HardenedBSD April 2025 Status Report

April was a busy month! There's a lot to get into, so here we go.

In src:

  1. The pkgbase UCL template for HardenedBSD-related packages was fixed.
  2. xz CVE-2025-31115 vulnerability was patched.
  3. 0x1eef fixed `hbsdcontrol pax sysdef`.
  4. 0x1eef fixed hbsdcontrol verb detection issues.
  5. 0x1eef enhanced hbsdcontrol's help output.
  6. FreeBSD recently introduced named attribute support for the open(2) syscall. HardenedBSD now rejects using named attribute file descriptors with fdlopen(3). I wrote a little proof-of-concept.
  7. If hbsd-update fails to create the new ZFS boot environment due to the boot environment already existing, hbsd-update will no longer destroy the existing boot environment.

Nothing of note happened in the ports tree.

As discussed previously in the HardenedBSD Users mailing list, HardenedBSD will be slowing down the build cadence of OS builds (installers and hbsd-update) to once per quarter. This is primarily due to an issue with FreeBSD's latest release of the package manager, pkg. When building packages, pkg now takes a long time to calculate a given port's dependencies. This causes our 14-STABLE package build to now take longer than one month, up from just over two weeks.

Users who need a quicker cadence are encouraged to build src (and packages) themselves. We simply do not have the resources to speed up the build. The new installers/hbsd-update builds will take place on the first day of the following months: January, April, July, and October.

I plan on documenting a more formal release strategy, including the handling of security advisories, in the near future. I'm pondering whether we want to create quarterly branches in the src tree, and `git cherry-pick` security advisory fixes to those quarterly branches. That would prevent us from having to scrap an in-progress package build. But that comes at a cost of higher workload. So I'm weighing the pros/cons of various release strategies. I haven't made any firm decisions just yet. If anyone has any thoughts, please let me know.

I worked with the Radicle project to start testing HardenedBSD's src and ports trees. They've made a lot of progress on supporting larger repos. I worked on standing up a test Radicle network, to test importing src and ports and seeding them across a limited set of nodes. Each node is a separate HardenedBSD vnet jail. I came across some issues and need to report them more formally to the Radicle project. I'm grateful for their continued collaboration.

On the weekend of 25 April 2025, I attended a small FreeBSD hackathon focused on optional Rust toolchain support for userland applications. Attending were Alan Somers, Warner Losh, Brad Davis, Scott Long, and Reid Linnemann. I plan to tidy up a few things then announce a wider call-for-testing in May. You can follow along by watching the hardened/current/rust-in-base feature branch. I'd like to thank Alan Somers of the FreeBSD project for the opportunity to hack on this with him and the other FreeBSD developers in attendance--and for those who have provided valuable input.

One next step for the Rust-in-base work is to come up with a more formalized plan for vendor imports of third-party crates into the src tree. I imagine that to be a wider discussion point for figures upstream from us.

FreeBSD recently introduced limited pkgbase support in bsdinstall. Over the past few days, I've worked on updating our build scripts to support pkgbase. Our next build (in July) will include an experimental pkgbase repo for both 15-CURRENT/amd64 and 14-STABLE/amd64.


_Task description:_
Your task is to write out the entire listing exactly, omitting its pictures.

_Supplied information:_

________________

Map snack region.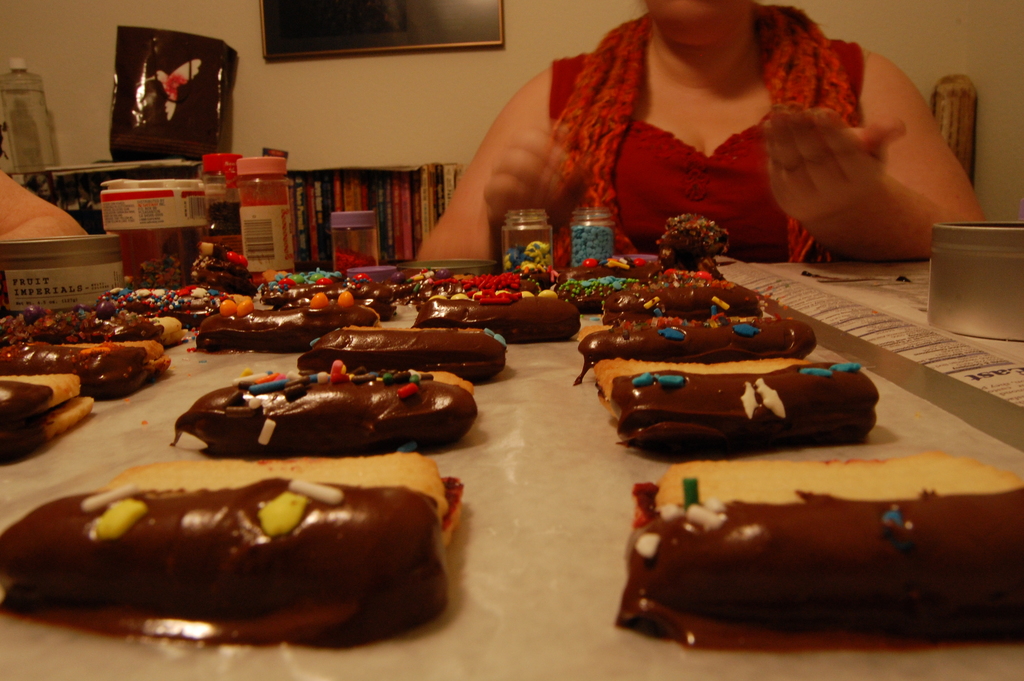
Mapped to (left=608, top=458, right=1023, bottom=656).
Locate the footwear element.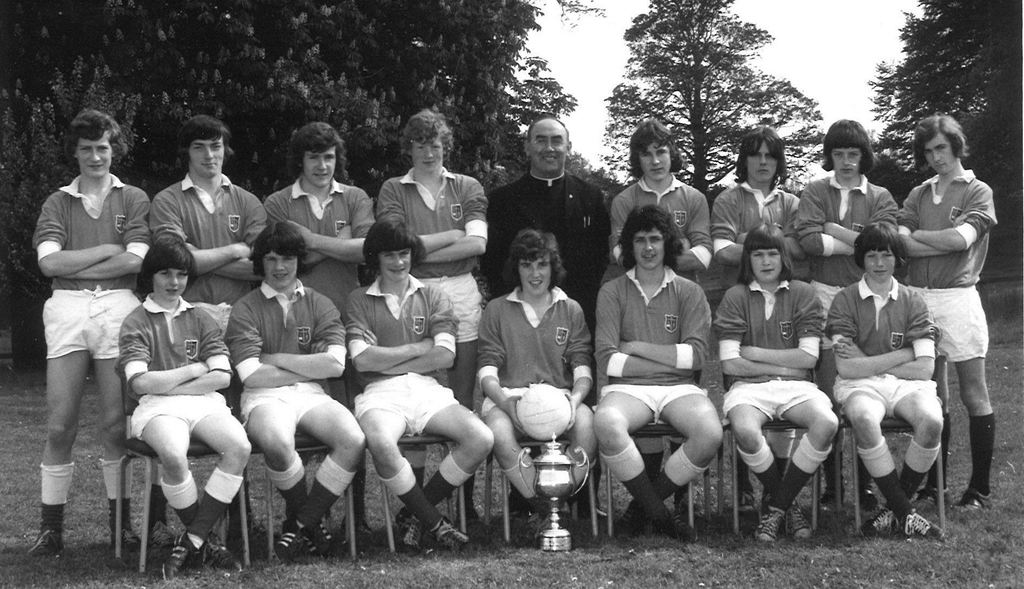
Element bbox: locate(961, 486, 996, 512).
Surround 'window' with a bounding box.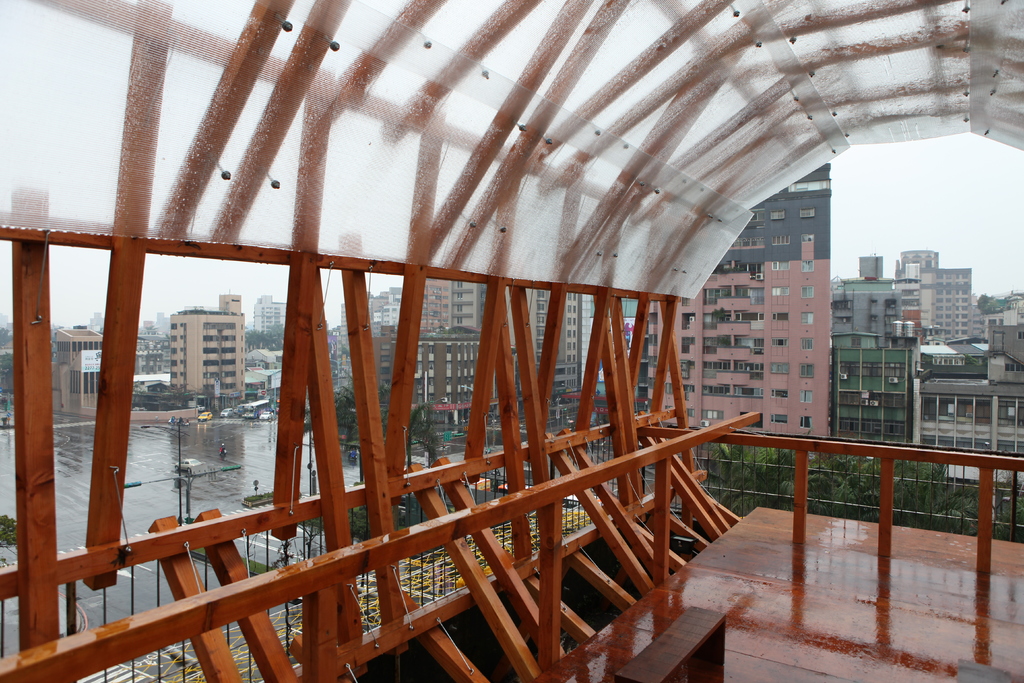
<bbox>734, 383, 755, 397</bbox>.
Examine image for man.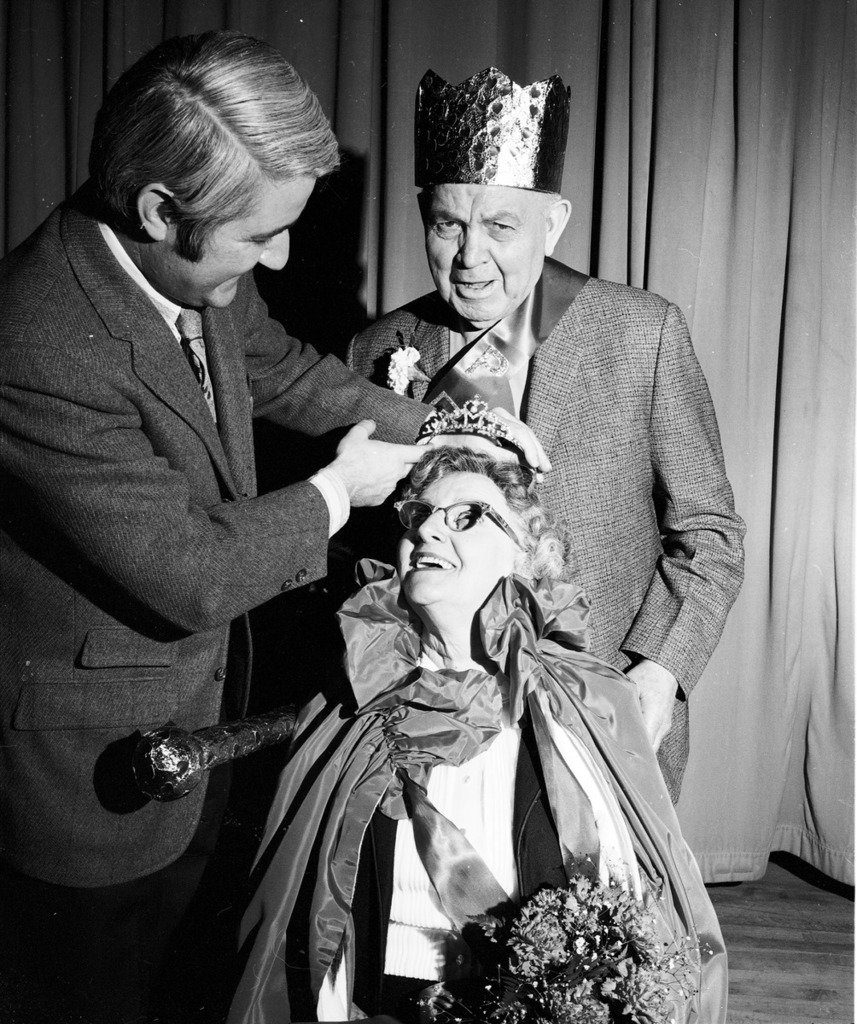
Examination result: detection(0, 26, 585, 1023).
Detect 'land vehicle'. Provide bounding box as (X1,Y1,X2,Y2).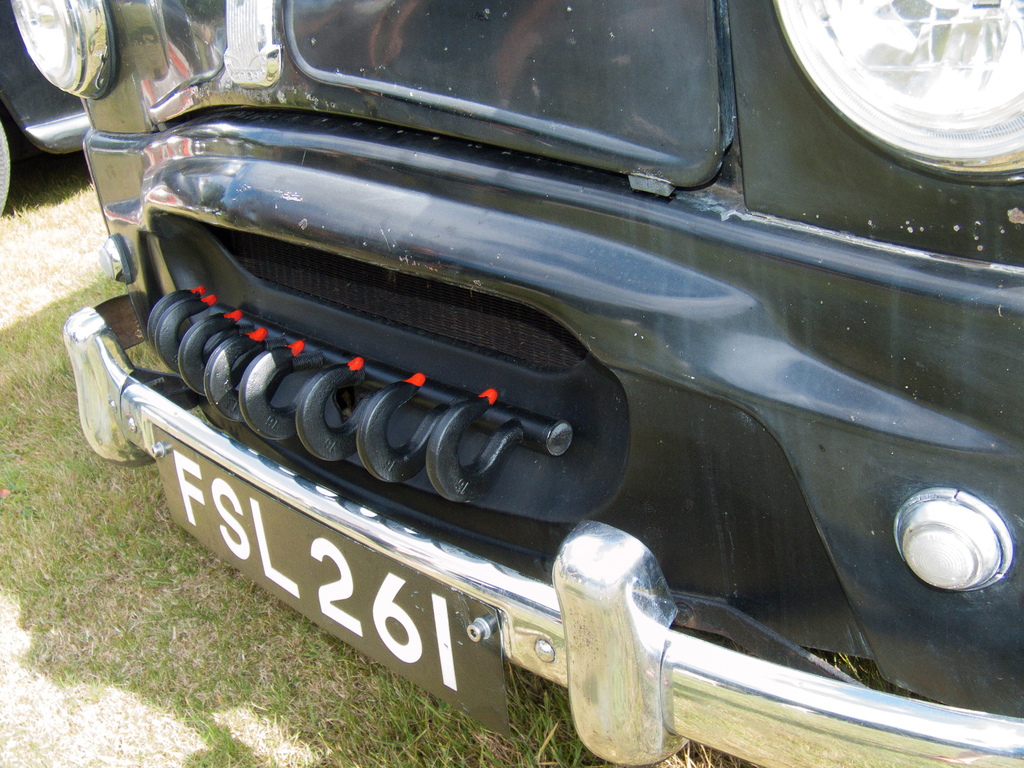
(0,0,91,216).
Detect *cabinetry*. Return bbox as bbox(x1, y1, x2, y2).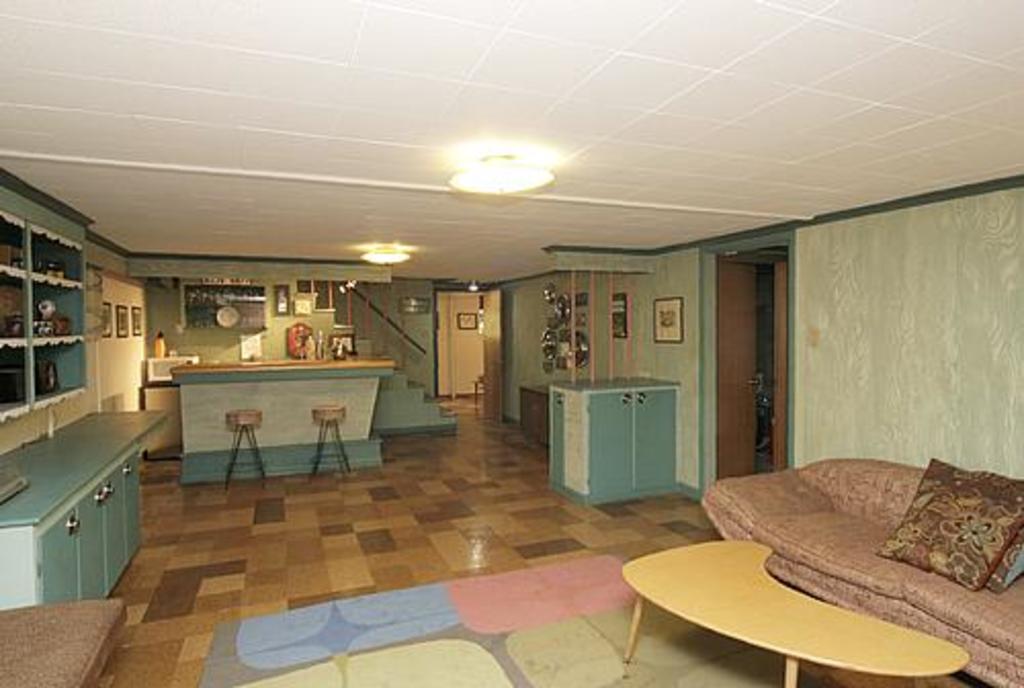
bbox(170, 352, 391, 485).
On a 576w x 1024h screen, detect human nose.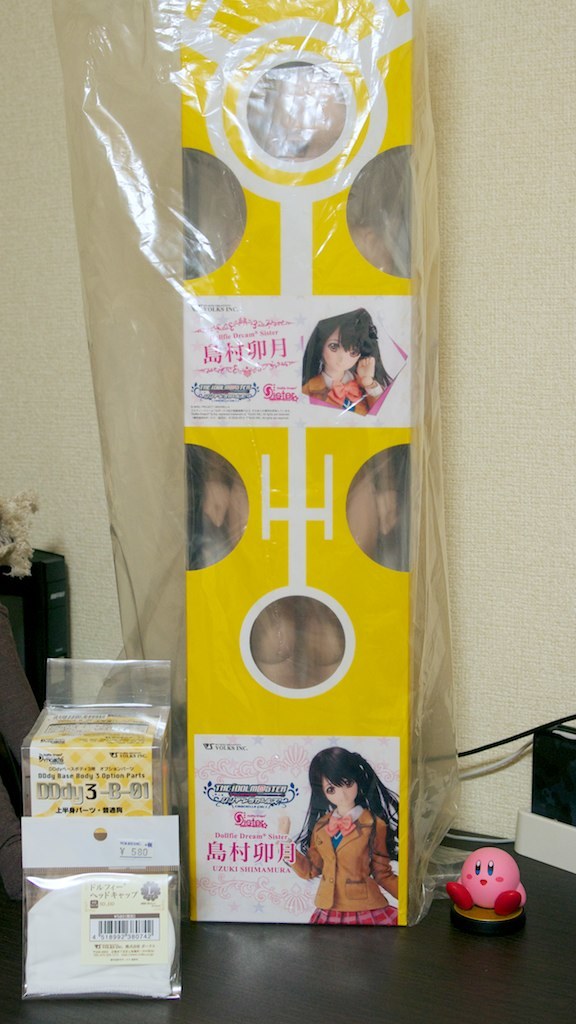
Rect(336, 790, 343, 797).
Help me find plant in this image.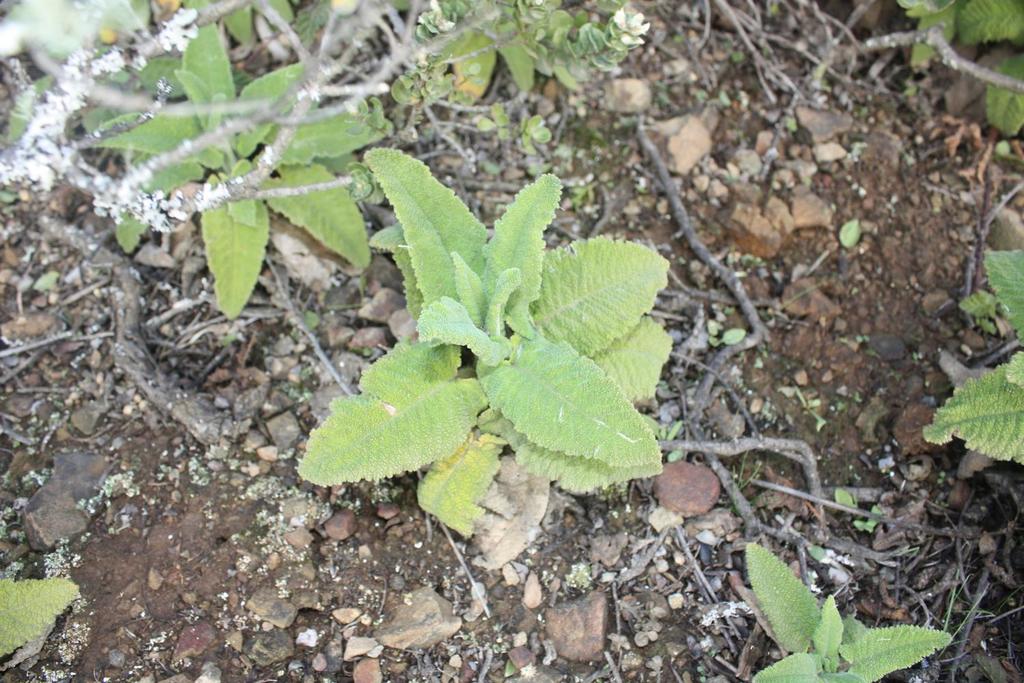
Found it: locate(0, 572, 87, 667).
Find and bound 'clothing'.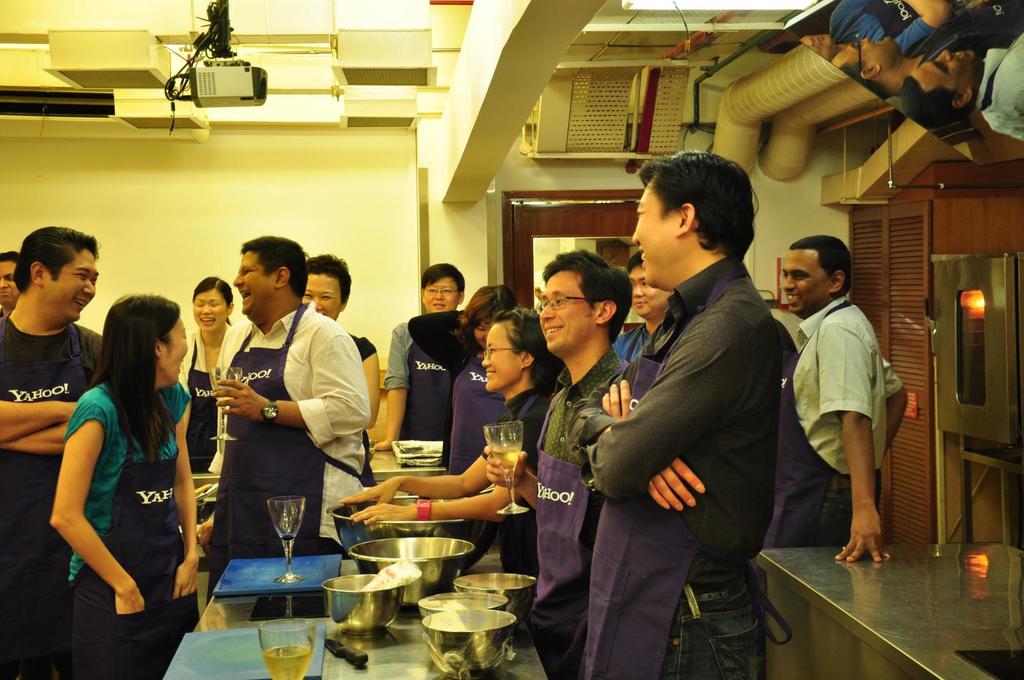
Bound: box=[174, 317, 237, 473].
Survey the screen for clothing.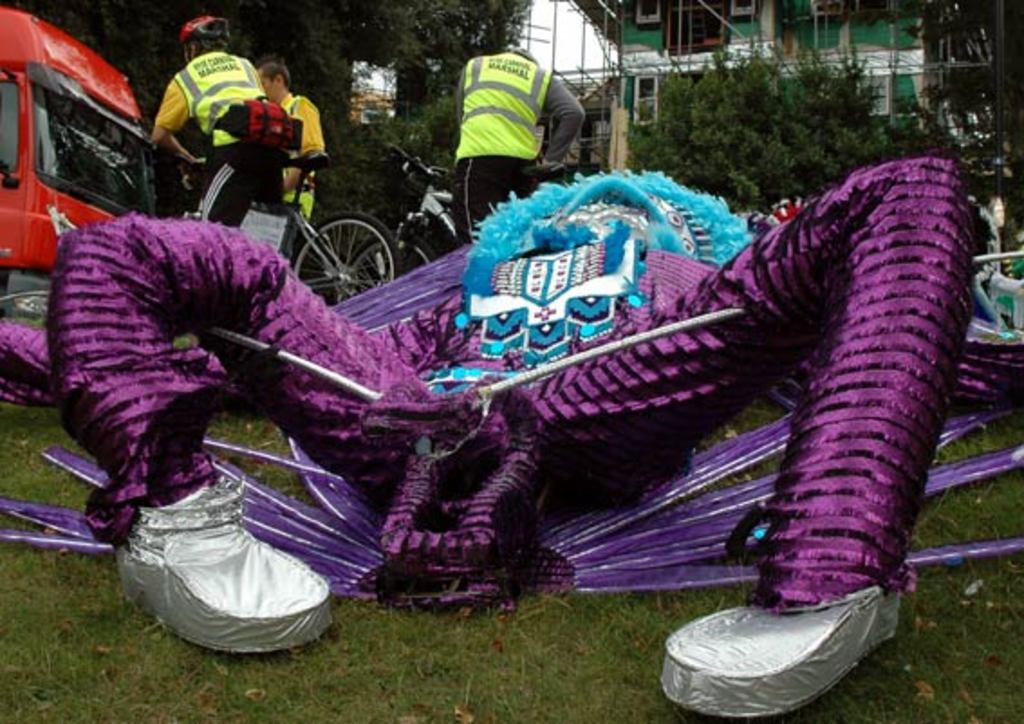
Survey found: [left=444, top=51, right=582, bottom=244].
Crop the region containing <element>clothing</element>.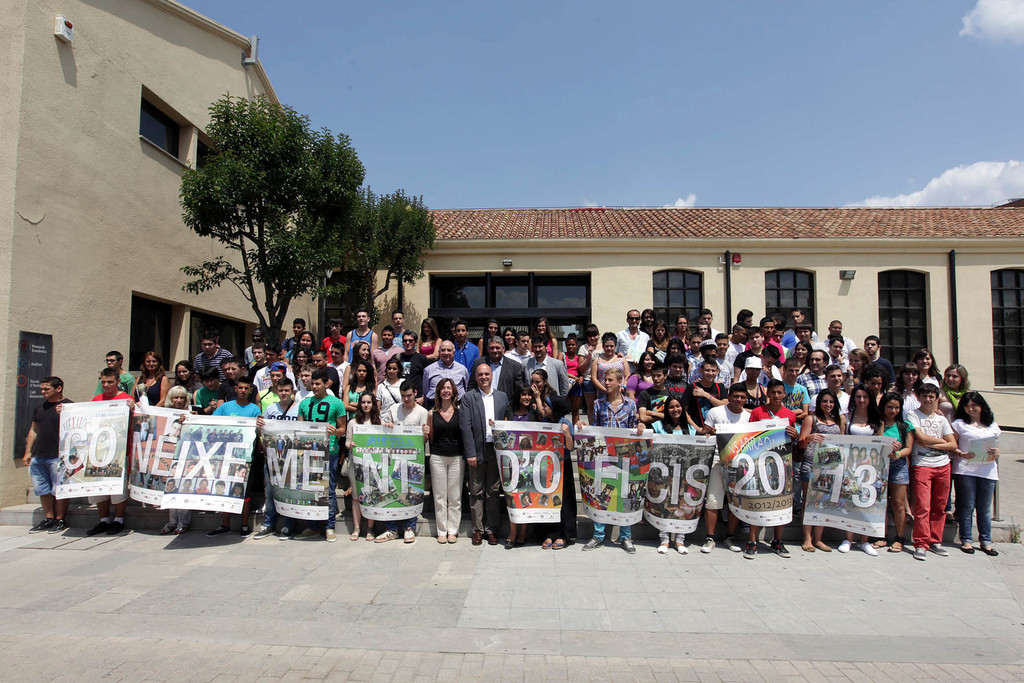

________________

_Output:_
Map snack region.
Mapped to (left=608, top=458, right=1023, bottom=656).
Locate the footwear element.
Element bbox: locate(961, 486, 996, 512).
Surround 'window' with a bounding box.
<bbox>734, 383, 755, 397</bbox>.
Examine image for man.
Examination result: detection(0, 26, 585, 1023).
Detect 'land vehicle'. Provide bounding box as (X1,Y1,X2,Y2).
(0,0,91,216).
Detect *cabinetry*. Return bbox as bbox(x1, y1, x2, y2).
bbox(170, 352, 391, 485).
On a 576w x 1024h screen, detect human nose.
Rect(336, 790, 343, 797).
Help me find plant in this image.
Found it: locate(0, 572, 87, 667).
Find and bound 'clothing'.
Bound: box=[174, 317, 237, 473].
Survey the screen for clothing.
Survey found: [left=444, top=51, right=582, bottom=244].
Crop the region containing <element>clothing</element>.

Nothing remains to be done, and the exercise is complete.